While higher inpatient spending in Massachusetts has been linked to rising prices and acuity levels, the Massachusetts Health Policy Commission reinforced its findings that state residents may not actually be getting sicker.
Despite a nearly 14% decline in commercial inpatient utilization from 2013 to 2018, inpatient spending grew about 11%, according to the commission's annual cost trends report. Higher prices and acuity inflated spending, the commission's analysis of quality metrics and coding frequency shows.
Inpatient acuity grew more than 10% over that span while length of stay only inched up 1.5% and intensive and critical care days fell almost 10%. Commissioner David Cutler said this puzzled him during Tuesday's board meeting.
When the commission polled payers and providers about that trend, they attributed it to the aging population, better EHRs that improved documentation, coding integrity initiatives and the increasing burden of chronic disease. But aging only explains a fraction of the 11.7% increase in commercial member risk scores from 2013 to 2018. A shift in the prevalence of chronic diseases in certain populations and decline in others essentially offsets itself, Cutler said.
"Life expectancy doesn't grow over this time period, so there is nothing we can find that suggests we are getting sicker as a state," he said.
The commission's preliminary report pointed to higher coding severity for chronic obstructive pulmonary disease. Its final report highlighted a 180% increase from 2010 to 2018 in inpatient discharges associated with septicemia, or blood poisoning. But the number of inpatient discharges associated with conditions that often lead to septicemia—pneumonia, fever, respiratory and gastrointestinal infections, cellulitis and urinary tract infections—decreased 14% to 19% over that span.
When the commission asked researchers about analyzing septicemia trends, they said they use clinical rather than administrative data because there is so much coding of septicemia that is more on the margin and subjective.
"Coders have latched onto this," said Laura Nasuti, an associate director at the commission. "There are coding blogs and groups that help promote the coding of septicemia, which if it is true septicemia and it is early detection that is great, but unfortunately we see here that there is financial incentive to be aggressively coding septicemia."
The average payment for pneumonia commercial claims is around $12,000 compared to $23,000 for septicemia, Nasuti added.
Both Partners HealthCare and Beth Israel Lahey Health, the two largest health systems in the state, cited "new or improved EHRs that have increased your ability to document diagnostic information" as a major factor in rising acuity levels and risk scores. The Massachusetts Health & Hospital Association echoed that sentiment in a statement.
Industry observers and health systems executives have said a decrease in length of stay and ICU utilization could indicate that hospitals are becoming more efficient and savvy in their treatment plans; higher acuity levels reflect better documentation, tools and assessment of complex patients. Skeptics argue that hospitals are improperly gaming the system to maximize revenue.
Health insurers have perfected a way to wring billions more in revenue from the Medicare program by adding diagnosis codes and increasing risk-adjustment payment, which is legal if the documentation supports it. Hospitals also have the right to "take full advantage of coding opportunities to maximize Medicare payment that is supported by documentation in the medical record," according to a recent ruling.
Meanwhile, hospitals are the biggest drivers of the $3.6 trillion healthcare system, accounting for around a third of total spending. Hospitals continue to consolidate, including Partners and Beth Israel Lahey, which has been linked to higher prices and lower quality.
The commission found that annual risk-adjusted medical spending was $1,500, or 33% higher, for patients treated by Partners physicians—the highest-cost provider in the state—compared with the lowest-cost Atrius Health.
Part of that is related to the persistence of unnecessary or low-value treatment. On average, more than 1 in 4 hospital patients received unnecessary pre-operative tests, the commission's data show.
Rising hospital spending is disproportionately affecting lower-income individuals. Nearly 40 cents of every additional dollar earned by Massachusetts families between 2016 and 2018 went to healthcare, while wages have hardly kept up with inflation. Also, the annual Massachusetts employee premium contribution for low-wage employees ($8,196) is significantly greater than higher-wage employees ($5,377), according to the commission.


WORK TASK: Transcribe the complete listing exactly.

INFORMATION SHOWN:

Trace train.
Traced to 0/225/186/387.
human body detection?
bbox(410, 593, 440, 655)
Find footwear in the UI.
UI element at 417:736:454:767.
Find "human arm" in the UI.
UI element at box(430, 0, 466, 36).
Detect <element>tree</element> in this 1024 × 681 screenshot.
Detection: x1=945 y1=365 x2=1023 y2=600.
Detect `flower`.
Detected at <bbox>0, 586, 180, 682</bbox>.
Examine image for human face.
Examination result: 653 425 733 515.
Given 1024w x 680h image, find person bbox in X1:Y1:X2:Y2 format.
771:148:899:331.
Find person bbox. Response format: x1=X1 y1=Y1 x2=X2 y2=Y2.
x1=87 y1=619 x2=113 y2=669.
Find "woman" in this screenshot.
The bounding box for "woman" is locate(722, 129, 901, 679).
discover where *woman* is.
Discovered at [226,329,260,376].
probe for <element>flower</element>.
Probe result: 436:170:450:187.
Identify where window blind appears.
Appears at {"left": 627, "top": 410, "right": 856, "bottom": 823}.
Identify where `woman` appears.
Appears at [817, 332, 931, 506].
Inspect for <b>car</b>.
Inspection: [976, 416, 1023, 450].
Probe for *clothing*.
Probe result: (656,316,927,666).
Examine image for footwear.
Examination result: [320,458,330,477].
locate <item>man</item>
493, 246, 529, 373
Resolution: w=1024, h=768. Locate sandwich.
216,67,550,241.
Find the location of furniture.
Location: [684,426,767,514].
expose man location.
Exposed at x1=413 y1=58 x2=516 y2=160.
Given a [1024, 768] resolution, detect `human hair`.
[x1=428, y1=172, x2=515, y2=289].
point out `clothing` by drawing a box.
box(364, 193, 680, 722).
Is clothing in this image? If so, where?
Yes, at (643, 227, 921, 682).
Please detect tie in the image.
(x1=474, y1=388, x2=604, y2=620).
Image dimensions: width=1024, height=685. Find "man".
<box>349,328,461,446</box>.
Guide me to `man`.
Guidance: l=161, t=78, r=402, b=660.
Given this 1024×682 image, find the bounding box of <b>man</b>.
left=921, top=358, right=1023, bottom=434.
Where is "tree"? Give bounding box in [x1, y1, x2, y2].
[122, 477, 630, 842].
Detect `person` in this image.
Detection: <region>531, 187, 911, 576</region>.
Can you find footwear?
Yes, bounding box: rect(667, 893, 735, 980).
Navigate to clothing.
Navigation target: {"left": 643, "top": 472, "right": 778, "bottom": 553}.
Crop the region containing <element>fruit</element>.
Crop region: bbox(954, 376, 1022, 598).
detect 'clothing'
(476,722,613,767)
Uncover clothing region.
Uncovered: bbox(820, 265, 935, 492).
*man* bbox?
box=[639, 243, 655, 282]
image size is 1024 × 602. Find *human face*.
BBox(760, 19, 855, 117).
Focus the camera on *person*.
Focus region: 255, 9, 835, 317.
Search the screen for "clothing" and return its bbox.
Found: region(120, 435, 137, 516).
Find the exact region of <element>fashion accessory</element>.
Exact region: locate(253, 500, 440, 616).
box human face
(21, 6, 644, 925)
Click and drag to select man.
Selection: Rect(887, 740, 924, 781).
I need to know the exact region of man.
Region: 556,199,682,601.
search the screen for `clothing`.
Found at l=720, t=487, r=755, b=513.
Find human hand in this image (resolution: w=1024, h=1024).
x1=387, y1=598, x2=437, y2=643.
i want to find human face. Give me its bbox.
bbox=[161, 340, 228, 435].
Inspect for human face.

YOUR RESPONSE:
Trace train.
Traced to 0/225/186/387.
human body detection?
bbox(410, 593, 440, 655)
Find footwear in the UI.
UI element at 417:736:454:767.
Find "human arm" in the UI.
UI element at box(430, 0, 466, 36).
Detect <element>tree</element> in this 1024 × 681 screenshot.
Detection: x1=945 y1=365 x2=1023 y2=600.
Detect `flower`.
Detected at <bbox>0, 586, 180, 682</bbox>.
Examine image for human face.
Examination result: 653 425 733 515.
Given 1024w x 680h image, find person bbox in X1:Y1:X2:Y2 format.
771:148:899:331.
Find person bbox. Response format: x1=X1 y1=Y1 x2=X2 y2=Y2.
x1=87 y1=619 x2=113 y2=669.
Find "woman" in this screenshot.
The bounding box for "woman" is locate(722, 129, 901, 679).
discover where *woman* is.
Discovered at [226,329,260,376].
probe for <element>flower</element>.
Probe result: 436:170:450:187.
Identify where window blind appears.
Appears at {"left": 627, "top": 410, "right": 856, "bottom": 823}.
Identify where `woman` appears.
Appears at [817, 332, 931, 506].
Inspect for <b>car</b>.
Inspection: [976, 416, 1023, 450].
Probe for *clothing*.
Probe result: (656,316,927,666).
Examine image for footwear.
Examination result: [320,458,330,477].
locate <item>man</item>
493, 246, 529, 373
Resolution: w=1024, h=768. Locate sandwich.
216,67,550,241.
Find the location of furniture.
Location: [684,426,767,514].
expose man location.
Exposed at x1=413 y1=58 x2=516 y2=160.
Given a [1024, 768] resolution, detect `human hair`.
[x1=428, y1=172, x2=515, y2=289].
point out `clothing` by drawing a box.
box(364, 193, 680, 722).
Is clothing in this image? If so, where?
Yes, at (643, 227, 921, 682).
Please detect tie in the image.
(x1=474, y1=388, x2=604, y2=620).
Image dimensions: width=1024, height=685. Find "man".
<box>349,328,461,446</box>.
Guide me to `man`.
Guidance: l=161, t=78, r=402, b=660.
Given this 1024×682 image, find the bounding box of <b>man</b>.
left=921, top=358, right=1023, bottom=434.
Where is "tree"? Give bounding box in [x1, y1, x2, y2].
[122, 477, 630, 842].
Detect `person` in this image.
Detection: <region>531, 187, 911, 576</region>.
Can you find footwear?
Yes, bounding box: rect(667, 893, 735, 980).
Navigate to clothing.
Navigation target: {"left": 643, "top": 472, "right": 778, "bottom": 553}.
Crop the region containing <element>fruit</element>.
Crop region: bbox(954, 376, 1022, 598).
detect 'clothing'
(476,722,613,767)
Uncover clothing region.
Uncovered: bbox(820, 265, 935, 492).
*man* bbox?
box=[639, 243, 655, 282]
image size is 1024 × 602. Find *human face*.
BBox(760, 19, 855, 117).
Focus the camera on *person*.
Focus region: 255, 9, 835, 317.
Search the screen for "clothing" and return its bbox.
Found: region(120, 435, 137, 516).
Find the exact region of <element>fashion accessory</element>.
Exact region: locate(253, 500, 440, 616).
box human face
(21, 6, 644, 925)
Click and drag to select man.
Selection: Rect(887, 740, 924, 781).
I need to know the exact region of man.
Region: 556,199,682,601.
search the screen for `clothing`.
Found at l=720, t=487, r=755, b=513.
Find human hand in this image (resolution: w=1024, h=1024).
x1=387, y1=598, x2=437, y2=643.
i want to find human face. Give me its bbox.
bbox=[161, 340, 228, 435].
Inspect for human face.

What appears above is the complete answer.